Oops! Bad timing, Microsoft.

Just as Microsoft was saying "Adios!" to the OCA, a little device called the Amazon Kindle started to rocket up the sales charts. Similar book reading devices, like the Sony Reader, were emerging at the same time. It then dawned on Google’s competitors, librarians and governments in Europe and Asia afraid of American cultural hegemony that Google was doing more than just organizing all the world’s information. It was also creating a vast pool of Google-controlled content for the new generation of electronic book readers.

This pleased Google allies like Sony. But competitors like Microsoft, Yahoo and Amazon didn’t like the way things were going at all. Their anger only intensified late last year when Google Books gained fresh momentum by announcing a settlement of outstanding copyright issues on book scanning with the Association of American Publishers and the Authors’ Guild of America.

With the full support of Microsoft, Yahoo and Amazon, the U.S. Department of Justice then intervened on antitrust grounds. The Department of Justice forced Google to go back to court and then back to the bargaining table with authors and publishers to come up with a plan that gave the company less dominance in the world of books. That resulted in the midnight re-do of the original deal this past weekend.

Author Stephen King, a big proponent of e-books, reads from his novel Ur using the Kindle 2 electronic reader. ((Mark Lennihan/Associated Press))

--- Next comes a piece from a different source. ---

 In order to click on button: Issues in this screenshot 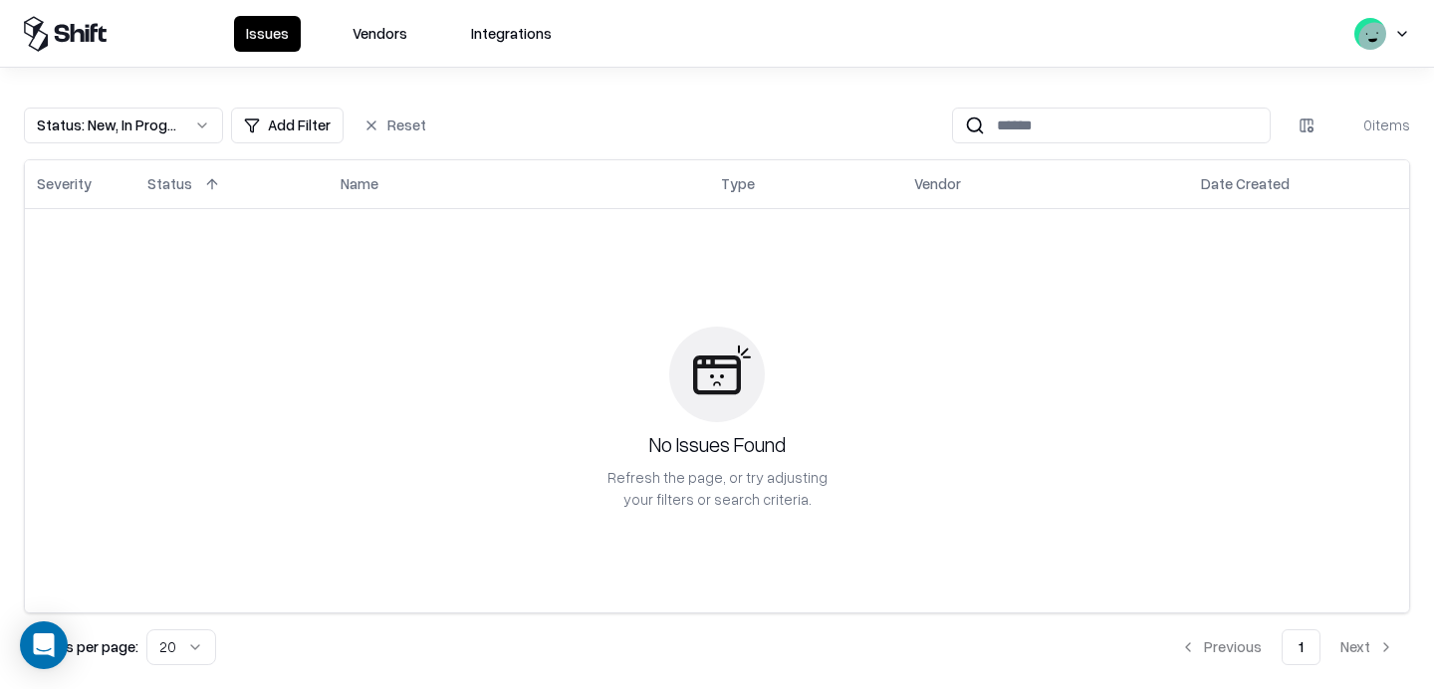, I will do `click(267, 34)`.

Google is still charging ahead; it’s currently about 10 million books into its mega-scan. But as of Friday night, it’s offering a new compromise to appease its critics. It’s proposing to hand over control of the rights of scanned books to an independent third party, a yet-to-be-created book registry. The registry would have the power to pay authors still covered by copyright and to license Google’s digital scans to other companies, like Amazon and Microsoft.

Under the new arrangement, Google also answers critics in Europe by pledging to back away from scanning French and German books, which are being aggressively scanned by European Community librarians anyway. Instead, Google says it will concentrate on scanning and cataloguing the books of its homeland, the U.S., and books of countries sharing the same literary "tradition" — the U.K., Australia and…Canada.

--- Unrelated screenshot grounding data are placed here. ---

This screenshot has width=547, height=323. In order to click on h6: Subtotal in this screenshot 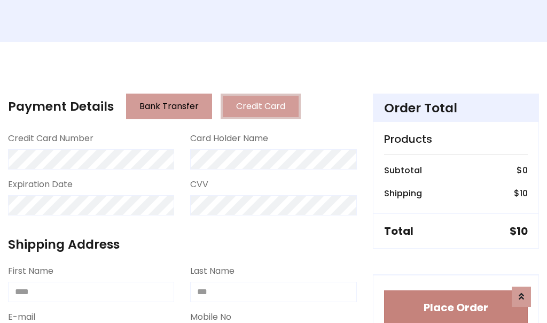, I will do `click(403, 170)`.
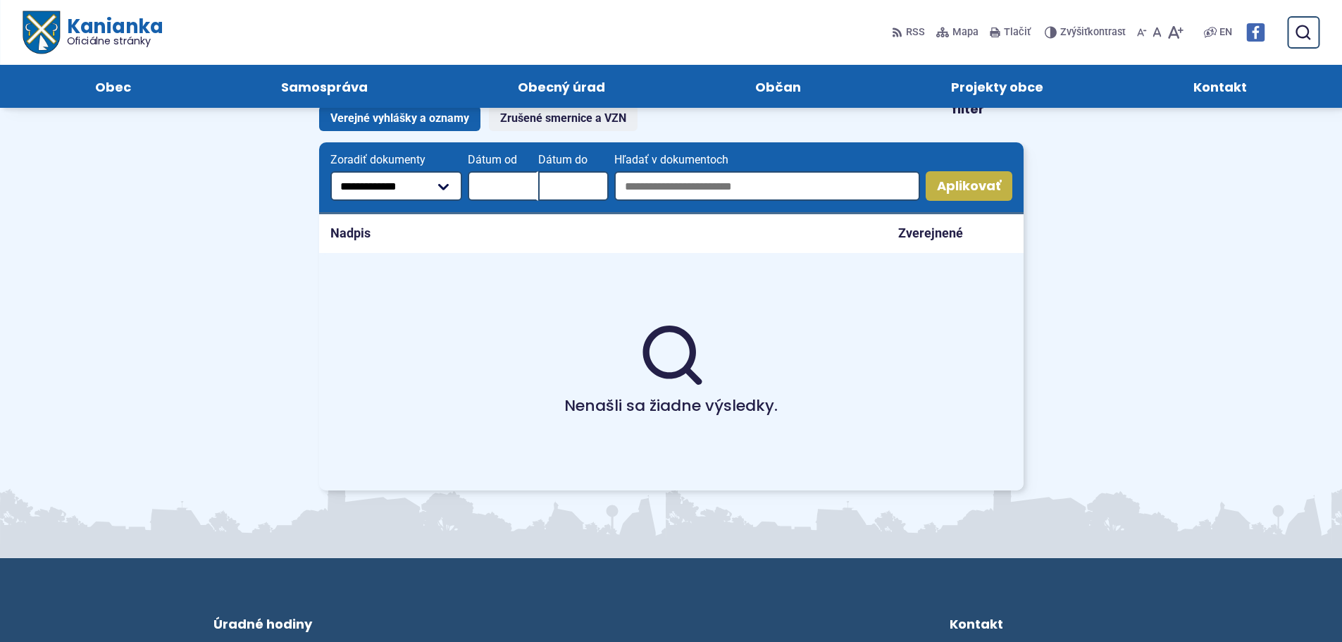 The image size is (1342, 642). Describe the element at coordinates (931, 233) in the screenshot. I see `p: Zverejnené` at that location.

This deal is still subject to a ruling by U.S. District Court Judge Chin, whose decision could be weeks or months into the future. It’s already being slammed by Google’s fuming rivals, who denounced it on the weekend as "sleight of hand," adding that it did not address the "fundamental flaws."

So, what does all this wrangling mean to you? In the short term, not much. But in the medium to long term, this sound and fury could herald historic change. The lawsuits and the fight for market share will continue, but a vast new supply of digitally scanned books grows by the day.

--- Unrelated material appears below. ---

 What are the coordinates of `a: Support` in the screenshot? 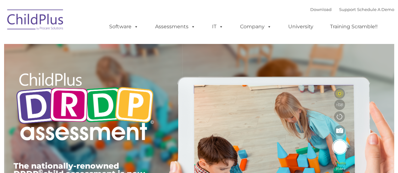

While the makers of electronic e-book readers are slow to serve the Canadian market — with the exception of Sony Canada and its reader — supplies will be plentiful and cheap soon enough. And with plenty of electronic readers and e-books, things will change — forever. It’s just a matter of who will serve this new market and how big a slice of the book trade pie they will control.

About six weeks ago, I sat in a room full of Saskatchewan publishers as a leading industry consultant told them that within five years, half their business would be electronic. A sharp intake of breath followed. Those in the room seemed stunned. But by break time, excited publishers started discussing what the sharp reduction or even elimination in printing costs and storing and shipping of physical books could mean to their bottom line.

I happen to believe the consultant is right. And so do many publishers, tech companies and other stakeholders, explaining all the recent frantic activity around Google Books. Take it from me: the digital book is shaping up to be biggest development in books since the invention of the printing press.

Sean Prpick is network producer for CBC Radio in Saskatchewan, and creator of The Great Library 2.0., a documentary on the Google Books project for the CBC Radio program Ideas.